The inserts obviously make this book “more special” and pretty and whatnot but have added intensity to the production process. For starters they have to be manually inserting INTO the book bloc (prior to binding… obviously) but the more challenging (especially for the persnickity people) issue has been that the printing surface has been offset compared to the usual page because of the way that the “full bleed” and printing process plays out.

It is hard to visualize this but in our usual pre-press process we rotate and flip our text so that the paper cut that creates a binding surface ALSO is the hidden cut.

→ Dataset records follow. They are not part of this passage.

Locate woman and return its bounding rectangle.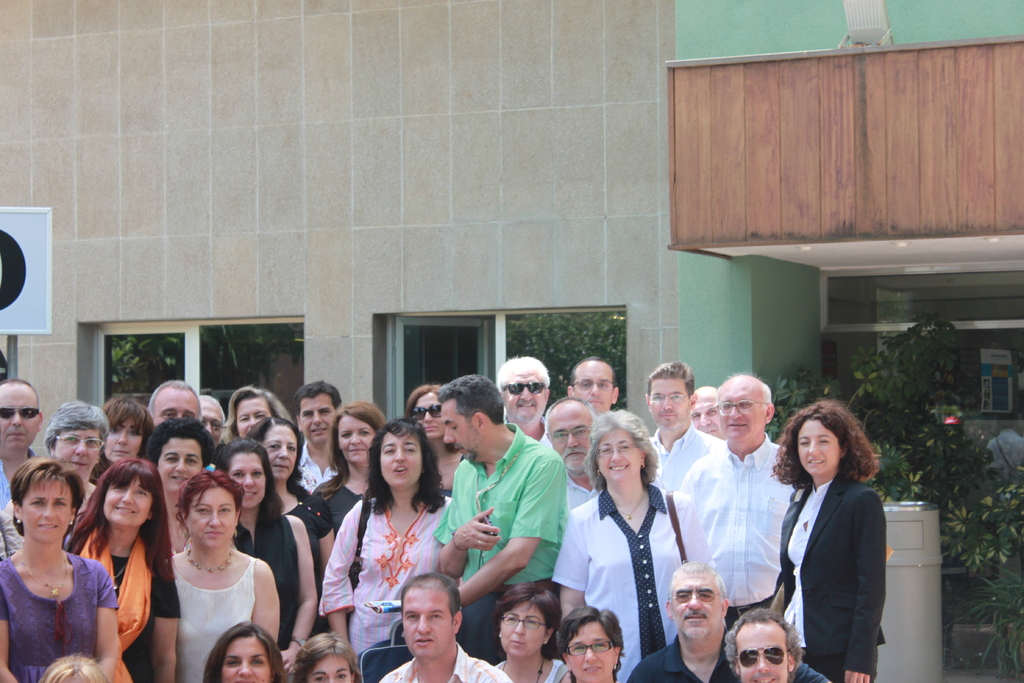
Rect(203, 617, 283, 682).
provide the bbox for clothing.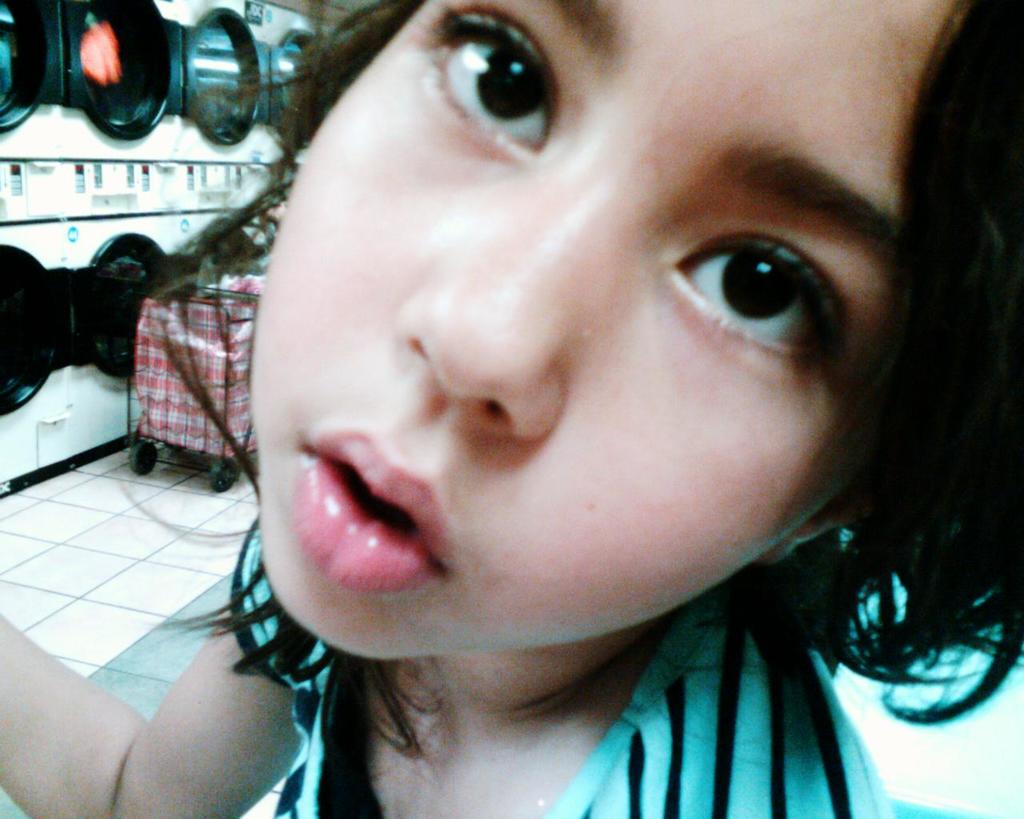
[x1=230, y1=516, x2=890, y2=818].
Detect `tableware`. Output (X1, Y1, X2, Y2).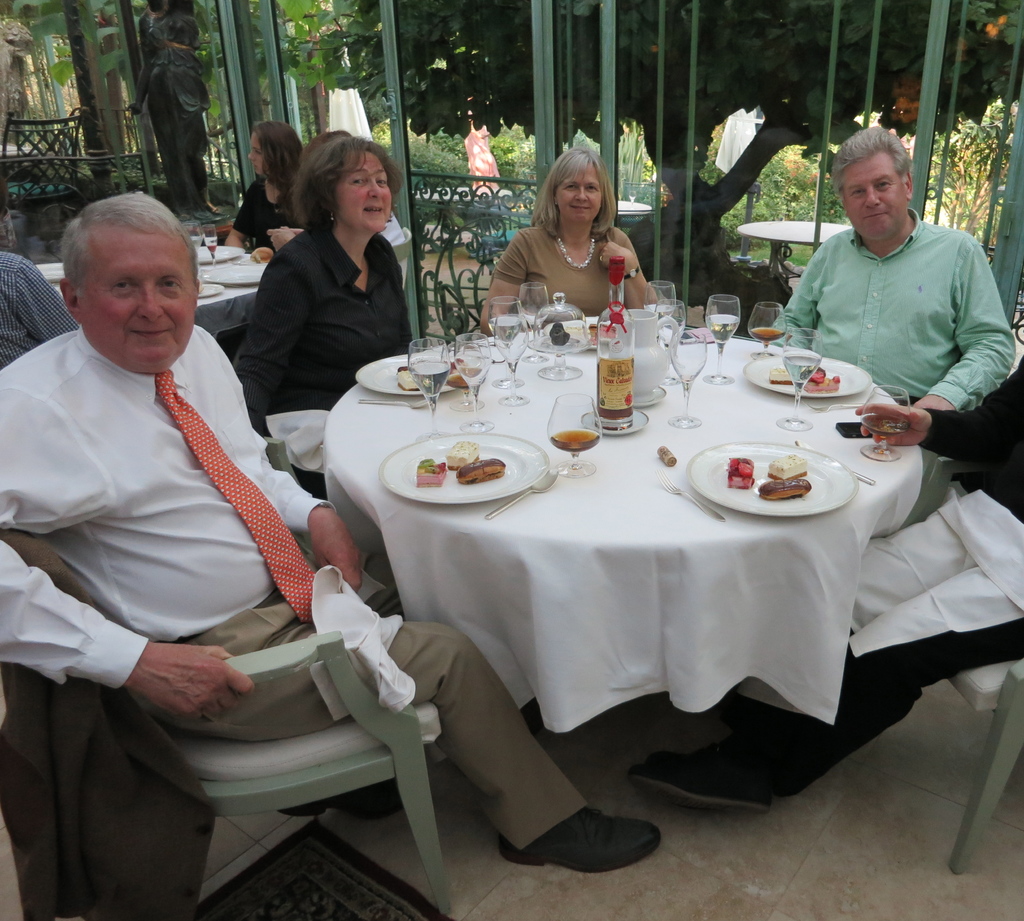
(772, 328, 816, 428).
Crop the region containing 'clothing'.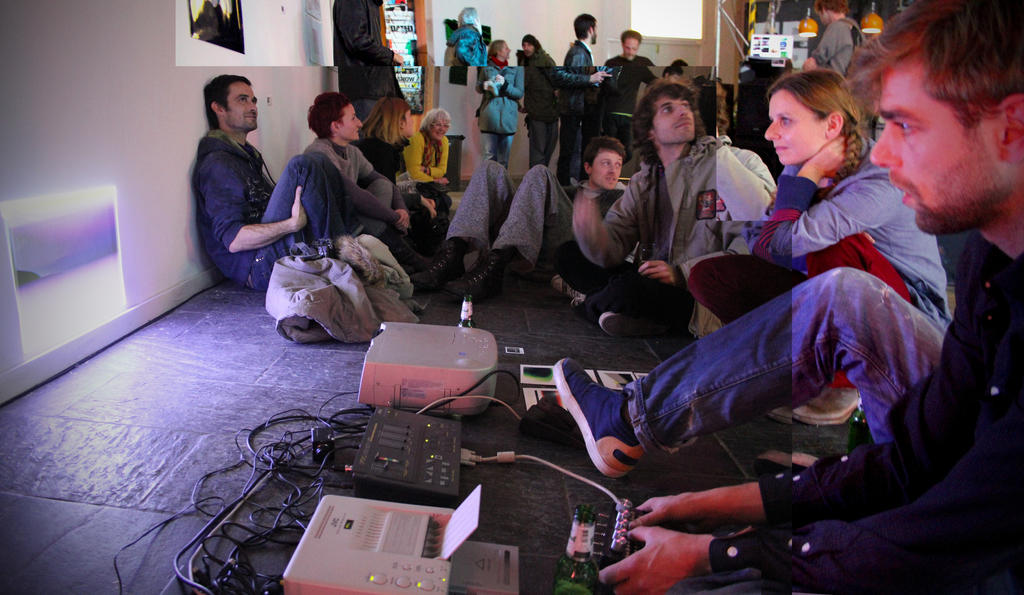
Crop region: l=568, t=37, r=586, b=74.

This is good for aesthetics and paper conservation but not applicable to the color spreads (although it could be and perhaps will be on the next run).

The timeline

Mostly the timeline was a requirement of the editing process (without it the pile of Communiques are harder to contextualize) but ended up being a bit of an albatross on the project. At some point (when we decided not to bind it to the book) I contemplated blowing it up to a more proper poster size, but that quickly passed (mostly because it wasn’t going to be wise $).

Doing stuff is hard

I’ll try to do this once a month, just to give people who are book/print nerds a little insight into our world. There are tons of topics to cover but obvious the QU:BB! book represents the high point of design, volume, and insanity. I doubt we’ll do another book nearly this crazy this year. Perhaps never.

I am not going to focus on big lessons or negatives because, basically, there aren’t any. I love anarchists, I love the creative process, and I want others to share in this love. I am getting to do very hard work to make more sharing possible. I hope this loving work makes the best weapons ever. I hope I live long enough to see these weapons used against those I hate.